- The Washington Times - Saturday, March 4, 2023

Homeland Security’s migrant detention agency paid more than $8 million for detention beds that went unused in a Louisiana facility, the department’s inspector general said in a new report that also blasted the jail for filthy conditions and overly strict rules.

Investigators made a surprise visit to the Richwood Correctional Center in Monroe, Louisiana, and found rust and dust in bedroom cells, slime and grime in the communal showers and deep burn marks on the clothing issued to detainees.

The facility, which U.S. Immigration and Customs Enforcement contracts to hold migrants, also lacked a proper grievance process to report complaints, set too-strict limits on visitation and restricted access to lawyers without identifying any good reason, the inspector general said.

ICE also overpaid for the poor conditions.

The agency guaranteed payment for 677 beds a day at $95 per person and $55 a day for any detainees over the minimum.

But in some months last year, it filled less than 200 of those beds, and never once met the minimum from September 2021 to June 2022, investigators said.

“We determined ICE paid more than $8.5 million for unused bed space under the guaranteed minimum for a 1-year period,” the inspector general concluded.

At one point last spring, ICE changed its rules on the detainee-to-toilet ratio, meaning that Richwood’s actual capacity was reduced to 660 detainees.

“Consequently, Richwood’s capacity is 17 detainees below the contractual guaranteed minimum, resulting in ICE spending money on bed space that is not available,” the inspector general said.

In its official response, ICE said it’s working to resolve the toilet-to-detainee ratio issue, including updating the contract “on an ongoing basis.” ICE said it will make other contract adjustments by the end of this year.

The agency also promised to get the Louisiana facility to comply with ICE’s rules on giving detainees access to grievance forms, allow unrestricted legal visits when possible and clean up the facilities by the end of this year.

The facility also has a new cleaning schedule, Deborah Fleischaker, ICE’s acting chief of staff, said.

Investigators included photos in their report showing decrepit showers and rusty places in a cell. One photo showed a detainee holding up dirty and torn socks, while another showed a detainee holding a shirt with a large scorch mark where it was burned in the facility’s laundry dryers.

The laundry supervisor blamed the detainees, telling investigators that they fill the laundry bags too full. He said he’d tried to “educate” them but they wouldn’t listen, leaving the clothing damaged.

Investigators reviewed requests made to the laundry facility and found none had been responded to for 39 consecutive days before the auditors made their surprise visit. The laundry supervisor then failed to respond to investigators’ follow-up questions, the audit said.

“Detainees need bedding and clothing that meet the standard in order to have suitable living conditions during their stay at Richwood,” the audit concluded.

It’s not just the Louisiana facility that’s leaving beds empty.

ICE contracts out for most of its detention space and the agency pays mandatory minimums to many of those facilities — and often falls short.

A Government Accountability Office report in 2021 found that ICE spent nearly $21 million in May 2020 for roughly 12,000 beds a day that it left empty.

That was, of course, during the early days of the pandemic, when the agency was under pressure from policymakers and judges to reduce its numbers to halt the spread of the coronavirus.

But in the year leading up to that, GAO investigators found five facilities that didn’t meet the guaranteed minimum for a single month.

The inspector general’s report makes clear the issue has continued even as pandemic crowding policies have dissipated.

Indeed, the Biden administration began this year with fewer than 21,000 beds filled, despite being funded for an average of 34,000 beds a day. As of the start of this week, ICE had 27,426 people in custody.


• **Exercise**:
Wherever the word "annotation" occurs in the listing, copy the whole line.

====== Data excerpts

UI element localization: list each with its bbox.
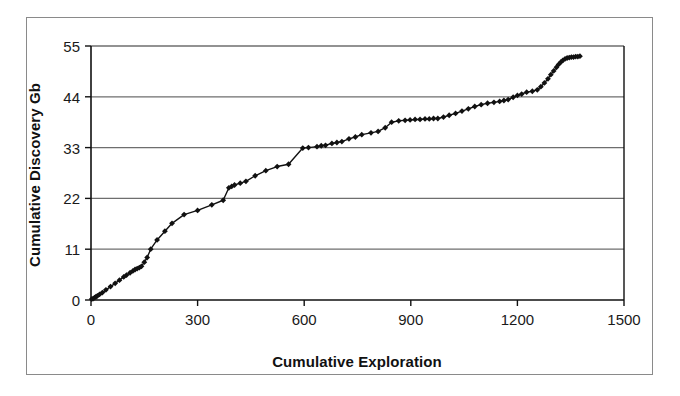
data-point-marker xyxy=(441,114,447,120)
data-point-marker xyxy=(497,99,503,105)
data-point-marker xyxy=(352,134,358,140)
data-point-marker xyxy=(524,89,530,95)
data-point-marker xyxy=(346,136,352,142)
gridlines xyxy=(91,46,624,249)
x-tick-label: 0 xyxy=(87,311,95,328)
creaming-curve-chart: 01122334455 030060090012001500 Cumulativ… xyxy=(0,0,680,396)
data-series-markers xyxy=(89,53,583,302)
data-series-line xyxy=(92,56,580,299)
y-axis-title: Cumulative Discovery Gb xyxy=(26,83,43,267)
data-point-marker xyxy=(339,139,345,145)
data-point-marker xyxy=(314,144,320,150)
data-point-marker xyxy=(329,141,335,147)
data-point-marker xyxy=(435,116,441,122)
x-tick-label: 300 xyxy=(185,311,210,328)
x-tick-label: 1500 xyxy=(607,311,640,328)
data-point-marker xyxy=(459,108,465,114)
data-point-marker xyxy=(306,145,312,151)
y-tick-label: 55 xyxy=(63,38,80,55)
data-point-marker xyxy=(446,112,452,118)
data-point-marker xyxy=(209,202,215,208)
y-tick-label: 0 xyxy=(72,292,80,309)
x-tick-label: 900 xyxy=(398,311,423,328)
data-point-marker xyxy=(334,140,340,146)
data-point-marker xyxy=(396,118,402,124)
x-axis-title: Cumulative Exploration xyxy=(272,353,442,370)
data-point-marker xyxy=(453,111,459,117)
x-tick-label: 1200 xyxy=(501,311,534,328)
data-point-marker xyxy=(412,117,418,123)
y-tick-label: 33 xyxy=(63,140,80,157)
data-point-marker xyxy=(195,208,201,214)
data-point-marker xyxy=(478,102,484,108)
x-tick-label: 600 xyxy=(292,311,317,328)
data-point-marker xyxy=(237,180,243,186)
data-point-marker xyxy=(465,106,471,112)
data-point-marker xyxy=(263,168,269,174)
y-tick-label: 11 xyxy=(64,241,80,258)
y-tick-label: 22 xyxy=(63,190,80,207)
data-point-marker xyxy=(505,97,511,103)
data-point-marker xyxy=(501,98,507,104)
figure-container: 01122334455 030060090012001500 Cumulativ… xyxy=(0,0,680,396)
data-point-marker xyxy=(417,117,423,123)
data-point-marker xyxy=(472,104,478,110)
data-point-marker xyxy=(359,132,365,138)
data-point-marker xyxy=(529,88,535,94)
data-point-marker xyxy=(485,100,491,106)
data-point-marker xyxy=(368,130,374,136)
data-point-marker xyxy=(274,164,280,170)
x-axis-ticks: 030060090012001500 xyxy=(87,300,641,328)
data-point-marker xyxy=(407,117,413,123)
data-point-marker xyxy=(491,99,497,105)
y-axis-ticks: 01122334455 xyxy=(63,38,91,309)
y-tick-label: 44 xyxy=(63,89,80,106)
data-point-marker xyxy=(402,117,408,123)
data-point-marker xyxy=(375,129,381,135)
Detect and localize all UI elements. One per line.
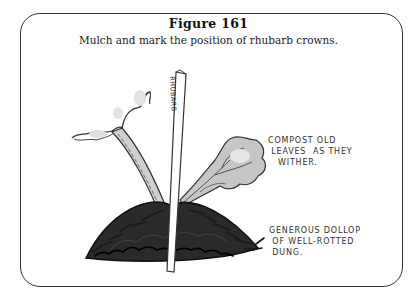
right-leaf xyxy=(180,137,265,206)
annotation-compost: COMPOST OLD LEAVES AS THEY WITHER. xyxy=(268,135,352,168)
annotation-dung: GENEROUS DOLLOP OF WELL-ROTTED DUNG. xyxy=(269,225,361,258)
left-stalk xyxy=(72,90,168,215)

============

• **Problem solution**:
annotation-compost: COMPOST OLD LEAVES AS THEY WITHER. xyxy=(268,135,352,168)
annotation-dung: GENEROUS DOLLOP OF WELL-ROTTED DUNG. xyxy=(269,225,361,258)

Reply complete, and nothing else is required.